I-TECH implements programs in more than 30 different technical areas that support strengthening of health care systems, including workforce development; HIV prevention, treatment, and care; laboratory systems strengthening; voluntary medical male circumcision; health information systems; health regulation and policy; and leadership and management.
Downer was recognized by UW in 2015 as the recipient of the “Distinguished Contributions to Lifelong Learning” award, in part because of her growing interest in promoting e-learning at UW. Downer’s pioneering 12-week online course, Leadership and Management in Health, had graduated 25,242 participants as of March 2020, with an 87% completion rate. More recently, partnering again with the DGH e-Learning Program (eDGH) on a second 12-week professional development course, Project Management in Health, graduated 6,197 participants in its first two offerings, with a completion rate of 88%.
“My work with eDGH has brought me back to my roots in education,” says Downer, “designing educational products that include content and voices from diverse cultural traditions and perspectives. This is critical learning for those working in public health systems throughout the world — and especially important for improving the leadership and management skills of people working in those systems.”
Though officially retiring on June 30, Downer, as an emeritus professor in DGH, will continue to work for a small amount of time from July through December 2020 in order to finish one global health project under way in Cambodia and two online courses before turning them over to others.

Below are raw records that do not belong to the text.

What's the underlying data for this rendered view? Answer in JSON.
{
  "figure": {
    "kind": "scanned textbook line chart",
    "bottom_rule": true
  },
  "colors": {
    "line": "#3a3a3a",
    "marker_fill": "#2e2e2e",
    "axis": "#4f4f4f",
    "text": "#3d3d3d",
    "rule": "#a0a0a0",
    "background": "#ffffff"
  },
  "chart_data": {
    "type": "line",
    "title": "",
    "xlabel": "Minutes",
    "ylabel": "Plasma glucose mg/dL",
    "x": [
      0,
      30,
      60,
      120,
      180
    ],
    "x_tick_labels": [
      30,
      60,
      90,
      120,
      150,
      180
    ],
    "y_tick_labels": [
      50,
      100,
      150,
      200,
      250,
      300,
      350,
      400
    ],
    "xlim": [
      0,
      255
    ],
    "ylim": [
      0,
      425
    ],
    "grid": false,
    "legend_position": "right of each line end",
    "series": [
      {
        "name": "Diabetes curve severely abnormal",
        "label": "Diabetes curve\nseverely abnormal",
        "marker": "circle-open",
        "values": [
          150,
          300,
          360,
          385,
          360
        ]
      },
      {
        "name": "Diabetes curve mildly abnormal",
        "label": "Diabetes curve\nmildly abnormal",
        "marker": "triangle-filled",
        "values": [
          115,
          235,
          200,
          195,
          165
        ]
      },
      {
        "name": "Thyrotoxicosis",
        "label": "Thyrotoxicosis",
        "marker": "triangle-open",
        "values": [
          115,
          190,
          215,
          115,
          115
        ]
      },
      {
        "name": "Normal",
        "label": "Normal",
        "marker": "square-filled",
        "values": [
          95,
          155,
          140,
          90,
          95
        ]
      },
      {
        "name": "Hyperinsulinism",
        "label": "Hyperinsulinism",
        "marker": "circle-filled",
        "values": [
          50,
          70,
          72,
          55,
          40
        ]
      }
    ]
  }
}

At the same time, Downer does plan to be a retired person and reports that she’ll be busy in her garden, as always, and returning to her early roots as she again takes up sailing. Her adventure began — and now continues, it would appear — on the vast waters of our beautiful Pacific Northwest.
Downer is truly excited to see I-TECH move into the next phase of its organizational life under the leadership of Dr. Pamela Collins, Professor of Psychiatry and Behavioral Health, Professor of Global Health, and Director of the Global Mental Health Program.
“We all welcome you, Pamela!” says Downer. “I believe with all my heart that you are the right person at the right time for I-TECH. You inherit one of the most competent, resilient, and ethical groups of people you will ever work with — and a vision, mission and set of operating principles that I know are consistent with your own.
“I-TECH has been one of the loves of my life,” she continues, “and I wish you the same sense of fulfillment and pride I have had working with this incredible team of people — past and present — at this incredible university of ours.”